Three (3) member organizations of the Northern Luzon Coalition for Good Governance (NLCGG) conducted separate stakeholders’ meetings to launch their social accountability (SAc) initiatives in the provinces of Pangasinan, Abra, and Kalinga here in the Philippines in line with the project entitled Enhancing the Impact of Citizen-Led Transparency Initiatives. The said project, which started last September 2012 with support from AusAid, is a joint undertaking of Partnership for Transparency Fund (PTF), Coalition Against Corruption – Makati Business Club (CAC-MBC), and Affiliated Network for Social Accountability in East Asia and the Pacific (ANSA EAP). The three NLCGG members and their projects are the Responsible Citizens, Empowered Communities In Solidarity for Social Change (RECITE) Inc. which will be monitoring the national government’s conditional cash transfer (CCT) program and related health services, and the Concerned Citizens of Abra for Good Governance (CCAGG) and Kalinga Apayao Religious Sector Association (KARSA) which will both do participatory planning and budgeting with barangay (village) officials.
RECITE’s stakeholders meeting at the municipality of Mangaldan, Pangasinan last 18 February 2013 gathered around thirty five (35) CCT parent-leaders (PLs) and beneficiaries, partners from the Department of Social Work and Development (DSWD) and the municipal social work and development office, church leaders, municipal and barangay officials, and other citizen groups’ representatives. The said meeting provided a venue for the different groups to level off on the aims and processes of the proposed CCT program monitoring. “We really need active citizens who can help government leaders implement properly these programs designed to assist those poorest members of our communities,” emphasized retired-Bishop and current chairperson of RECITE’s Board of Directors Jesus A. Cabrera during the meeting. A key output from the activity was the list of operational issues or concerns that would have to be considered by RECITE’s staff in coming out with their detailed implementation plan and strategies for the project.
In Abra, twenty one (21) members of the YCCAGG, the youth arm of CCAGG, and the Peñarrubia Association for Social Accountability (PASA), the organization of community volunteers in the target barangays, attended the one-day project inception meeting last 20 February 2013. One major point of discussion during said meeting was the current unsympathetic attitude of some barangay officials with regard to CCAGG’s voters’ education campaign. “Instead of being fearful of CCAGG’s initiative, we should explain to these officials that the project actually gives them an opportunity to account for whatever accomplishments that they have achieved during the last three years of their terms, explained Mary B. Linggap of CCAGG. The group agreed on the need to strengthen the capacities of both YCCAGG and PASA in terms of identifying, analyzing, and aggregating the needs of target communities, and engaging constructively with their barangay leaders to help come out with innovative and creative solutions to recognized problems.
The stakeholders meeting in Tabuk City, Kalinga came a few weeks later on 12 March 2013, and was preceded by a short caucus on 11 March between the PTF Consortium representatives and KARSA leaders. During this preparatory assembly, the groups explored various approaches and strategies for sustaining local citizen monitoring efforts and KARSA’s initiatives in training local government leaders on participatory governance techniques. Sixteen (16) KARSA members and local government officials, including four (4) barangay chairpersons and the city government’s DILG coordinator, attended the inception workshop the following day. “One thing that we may need to look into is how we can build on our current linkages and networks with other groups, like the academe, the city and provincial governments, and even business groups, to sustain our initiatives for good governance,” stressed Fr. Clay Bagano of KARSA after the workshop.
With all three NLCGG partners ready to implement their social accountability initiatives, ANSA EAP’s next task will be to prepare and deliver appropriate learning interventions to support said citizen monitoring projects. “In line with the project’s strategy, the learning support will come mainly in the form of facilitating sharing of experiences and techniques from SAc practitioners in other places, assisting the partners in drawing out and capturing emerging knowledge from their own work, and helping to create broader public awareness of their SAc initiatives through some creative strategic communication activities,” explained Randee C. Cabaces, ANSA EAP’s Project Coordinator. ANSA EAP’s capacity building team is already planning to hold a series of area-based learning events from April to August in the three PTF project sites.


▶ [WHAT NEEDS TO BE DONE]
All entries below are to be reproduced precisely as they stand, without the pictures.

........

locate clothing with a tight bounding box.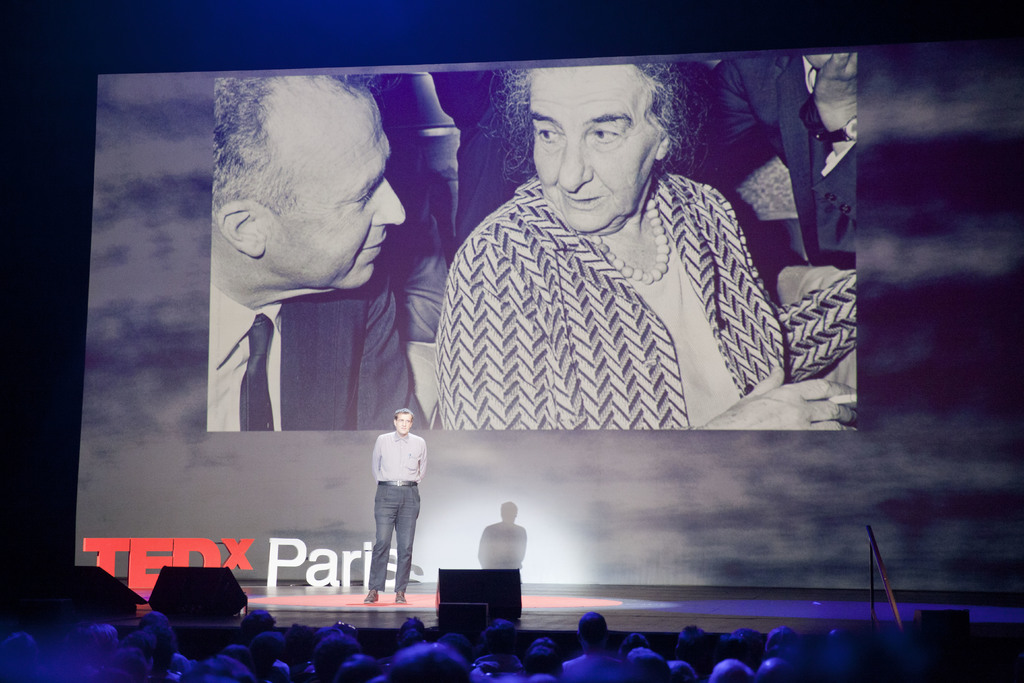
[371,425,428,593].
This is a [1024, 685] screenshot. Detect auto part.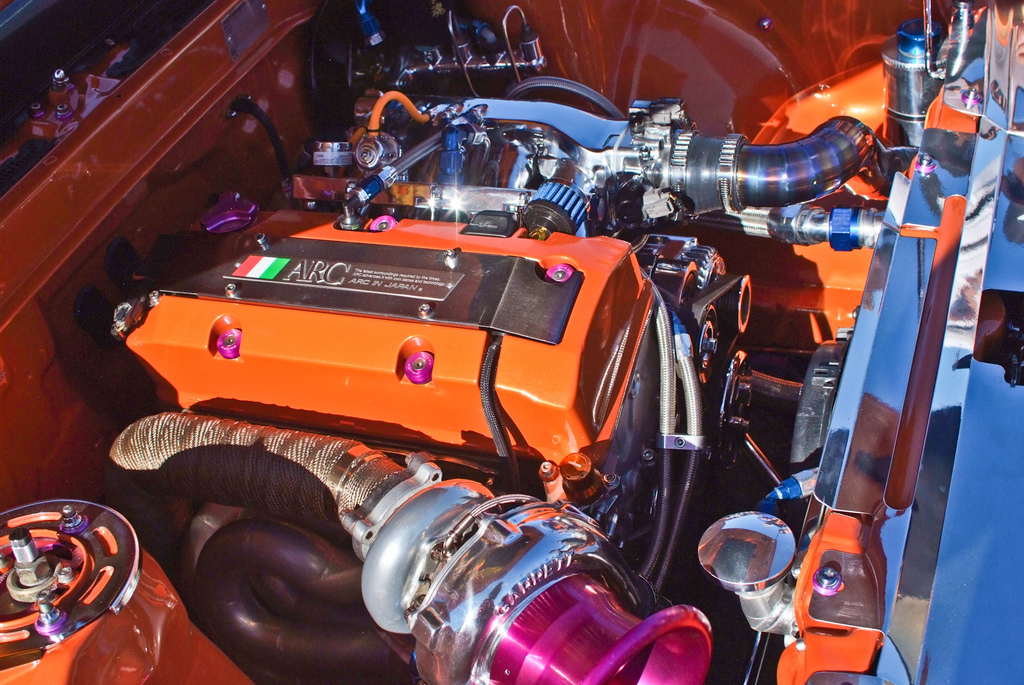
<bbox>100, 410, 720, 684</bbox>.
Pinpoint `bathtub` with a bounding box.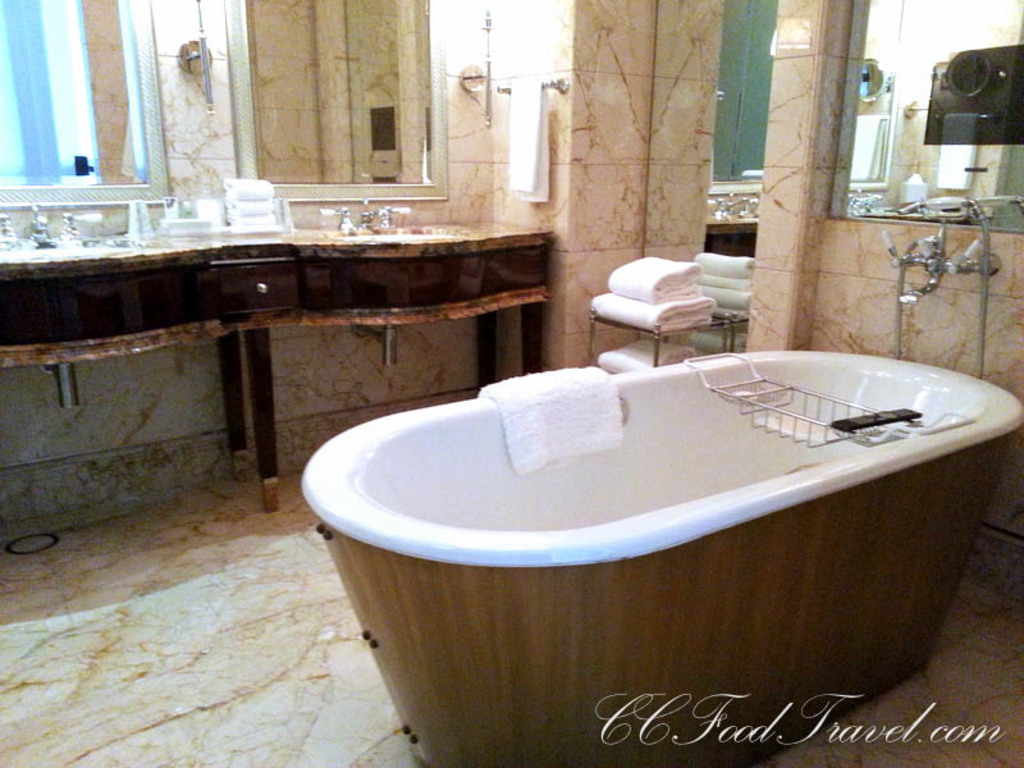
(x1=294, y1=238, x2=1023, y2=767).
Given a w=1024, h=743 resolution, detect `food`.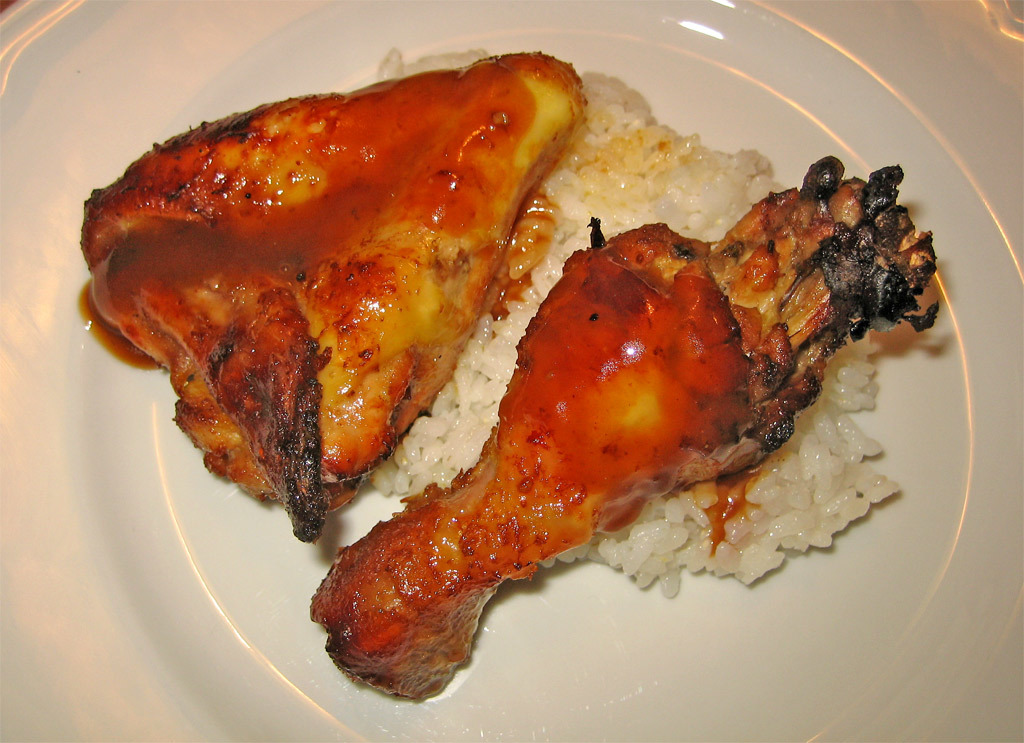
{"x1": 67, "y1": 39, "x2": 956, "y2": 707}.
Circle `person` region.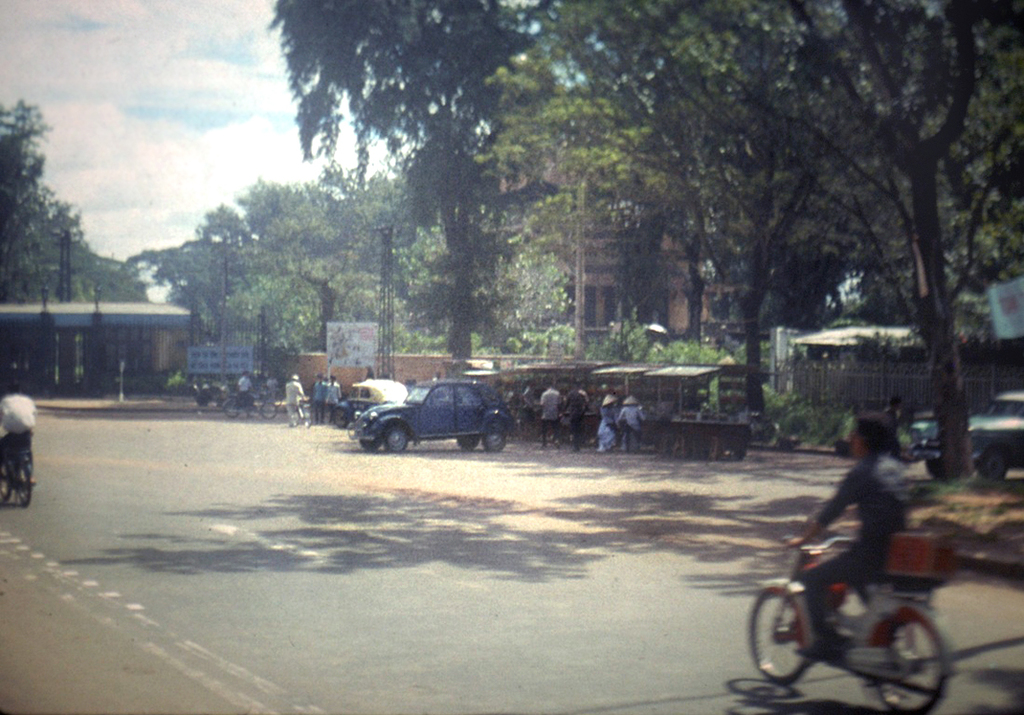
Region: bbox(314, 371, 326, 422).
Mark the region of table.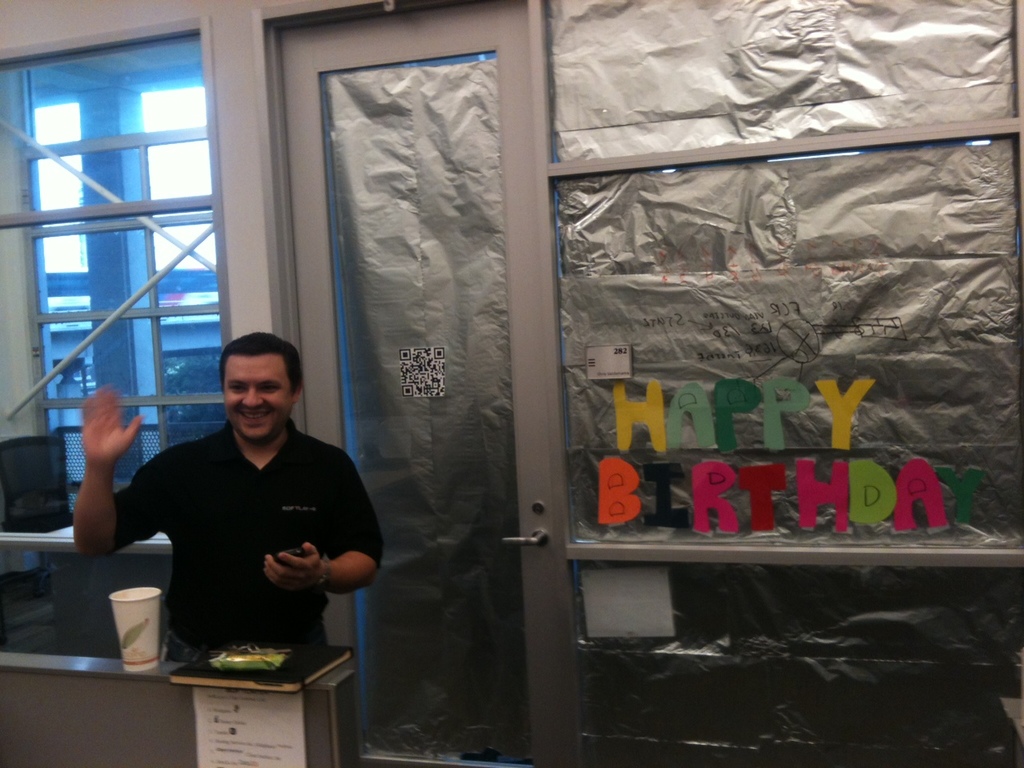
Region: 15, 634, 384, 754.
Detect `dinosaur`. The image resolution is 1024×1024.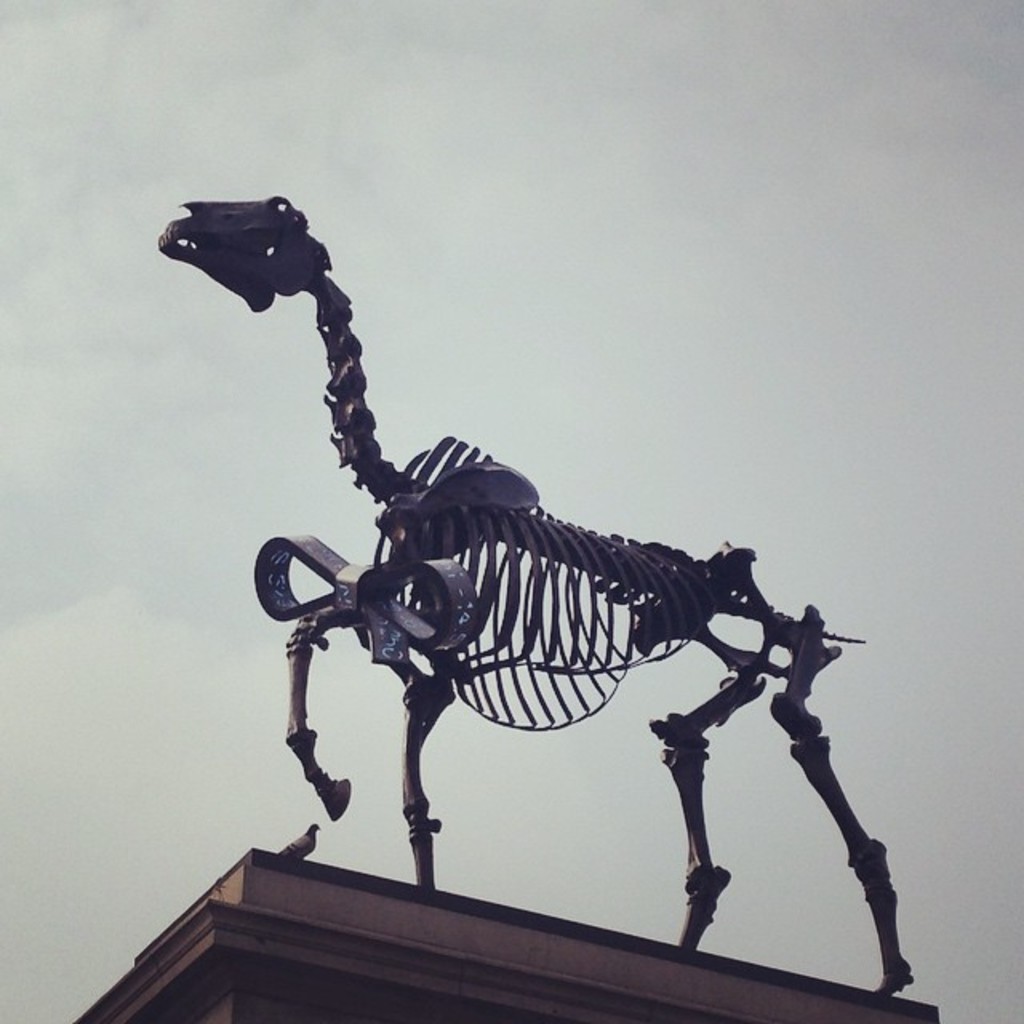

........

▶ [ANSWER SPACE]
locate clothing with a tight bounding box.
[371,425,428,593].
This is a [1024, 685] screenshot. Detect auto part.
<bbox>100, 410, 720, 684</bbox>.
Pinpoint `bathtub` with a bounding box.
(x1=294, y1=238, x2=1023, y2=767).
Given a w=1024, h=743 resolution, detect `food`.
{"x1": 67, "y1": 39, "x2": 956, "y2": 707}.
Circle `person` region.
Region: bbox(314, 371, 326, 422).
Mark the region of table.
Region: 15, 634, 384, 754.
Detect `dinosaur`. The image resolution is 1024×1024.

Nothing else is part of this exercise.